That seems less like them decrypting encrypted archives and more like the zip format not encrypting filenames so they’re easily read from the zip’s metadata.
Which is still a privacy violation, to be clear, but not nearly on the same scale as somehow obtaining and using your passwords to decrypt data you yourself encrypted.
it depends on the type of zip encryption, the default doesn’t encrypt metadata
edit: upon looking into it further, the other commenter is right, the zip format itself doesn’t actually support encrypting metadata at all, you would need to use a different format such as 7z to obtain it.

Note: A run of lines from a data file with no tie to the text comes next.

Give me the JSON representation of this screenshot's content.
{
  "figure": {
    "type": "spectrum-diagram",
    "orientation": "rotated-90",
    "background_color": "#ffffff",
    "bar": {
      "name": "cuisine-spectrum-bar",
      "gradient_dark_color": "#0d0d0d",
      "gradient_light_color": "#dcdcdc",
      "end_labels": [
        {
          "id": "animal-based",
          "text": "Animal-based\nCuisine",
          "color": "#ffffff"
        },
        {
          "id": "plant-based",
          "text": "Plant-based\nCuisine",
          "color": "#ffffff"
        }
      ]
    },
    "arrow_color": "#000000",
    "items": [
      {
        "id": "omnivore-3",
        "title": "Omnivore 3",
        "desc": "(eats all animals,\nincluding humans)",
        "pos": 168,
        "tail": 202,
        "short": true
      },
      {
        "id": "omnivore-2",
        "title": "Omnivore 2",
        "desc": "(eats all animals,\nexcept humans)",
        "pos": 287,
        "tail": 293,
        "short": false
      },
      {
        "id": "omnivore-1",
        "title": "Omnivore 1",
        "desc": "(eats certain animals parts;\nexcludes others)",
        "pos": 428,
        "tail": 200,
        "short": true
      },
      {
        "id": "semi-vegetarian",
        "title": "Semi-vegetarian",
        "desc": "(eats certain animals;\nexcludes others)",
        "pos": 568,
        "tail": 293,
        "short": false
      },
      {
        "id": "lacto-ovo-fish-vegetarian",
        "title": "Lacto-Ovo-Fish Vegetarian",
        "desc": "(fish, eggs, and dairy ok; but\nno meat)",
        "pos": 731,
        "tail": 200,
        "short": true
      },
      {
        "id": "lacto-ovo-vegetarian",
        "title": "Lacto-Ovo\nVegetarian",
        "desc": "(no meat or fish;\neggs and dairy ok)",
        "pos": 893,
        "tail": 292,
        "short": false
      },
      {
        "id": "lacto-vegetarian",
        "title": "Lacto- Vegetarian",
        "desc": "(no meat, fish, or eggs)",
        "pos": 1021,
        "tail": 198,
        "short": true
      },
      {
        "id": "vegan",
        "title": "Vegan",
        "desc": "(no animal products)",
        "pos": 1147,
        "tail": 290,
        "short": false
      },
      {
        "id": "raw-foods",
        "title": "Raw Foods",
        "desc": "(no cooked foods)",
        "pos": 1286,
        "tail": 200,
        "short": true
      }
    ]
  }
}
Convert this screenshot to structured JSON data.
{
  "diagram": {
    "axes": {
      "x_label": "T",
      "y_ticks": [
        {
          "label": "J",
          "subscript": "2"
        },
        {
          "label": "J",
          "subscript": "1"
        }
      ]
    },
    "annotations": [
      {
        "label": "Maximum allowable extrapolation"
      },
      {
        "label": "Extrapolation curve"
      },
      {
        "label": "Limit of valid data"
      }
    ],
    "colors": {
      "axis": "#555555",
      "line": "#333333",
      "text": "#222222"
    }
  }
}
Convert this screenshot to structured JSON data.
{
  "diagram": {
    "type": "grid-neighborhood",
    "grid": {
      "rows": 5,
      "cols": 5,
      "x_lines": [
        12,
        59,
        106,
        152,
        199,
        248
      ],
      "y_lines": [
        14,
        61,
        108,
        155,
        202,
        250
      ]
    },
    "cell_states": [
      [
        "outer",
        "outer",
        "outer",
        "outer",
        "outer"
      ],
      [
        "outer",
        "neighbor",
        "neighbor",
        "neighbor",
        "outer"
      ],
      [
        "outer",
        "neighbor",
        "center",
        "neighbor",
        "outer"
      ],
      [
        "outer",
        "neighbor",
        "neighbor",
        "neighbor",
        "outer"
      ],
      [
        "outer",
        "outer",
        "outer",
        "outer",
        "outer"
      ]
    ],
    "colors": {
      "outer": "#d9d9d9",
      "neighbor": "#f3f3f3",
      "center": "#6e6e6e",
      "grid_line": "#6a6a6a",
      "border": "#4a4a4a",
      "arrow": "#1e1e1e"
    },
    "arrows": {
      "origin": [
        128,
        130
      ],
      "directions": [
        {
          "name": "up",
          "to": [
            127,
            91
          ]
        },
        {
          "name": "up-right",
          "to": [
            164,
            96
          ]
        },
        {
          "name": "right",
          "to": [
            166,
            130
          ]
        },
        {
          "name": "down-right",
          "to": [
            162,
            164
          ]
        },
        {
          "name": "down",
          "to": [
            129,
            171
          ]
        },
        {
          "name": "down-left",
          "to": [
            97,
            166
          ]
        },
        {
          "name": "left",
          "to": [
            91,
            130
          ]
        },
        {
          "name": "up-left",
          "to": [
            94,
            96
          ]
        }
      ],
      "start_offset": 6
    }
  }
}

They are visible, you can test this yourself. Open a password-protected zip with 7zip and it’ll show the file list even without entering the password. The “encrypt file names” checkbox doesn’t even appear when creating an archive if the zip format is selected, so I’m not sure the format supports it.
That seems less like them decrypting encrypted archives and more like the zip format not encrypting filenames so they’re easily read from the zip’s metadata.
Which is still a privacy violation, to be clear, but not nearly on the same scale as somehow obtaining and using your passwords to decrypt data you yourself encrypted.
That was what someone claimed but it isn’t true. Filenames are not accessible in an encrypted zip.
it depends on the type of zip encryption, the default doesn’t encrypt metadataedit: upon looking into it further, the other commenter is right, the zip format itself doesn’t actually support encrypting metadata at all, you would need to use a different format such as 7z to obtain it.
They are visible, you can test this yourself. Open a password-protected zip with 7zip and it’ll show the file list even without entering the password. The “encrypt file names” checkbox doesn’t even appear when creating an archive if the zip format is selected, so I’m not sure the format supports it.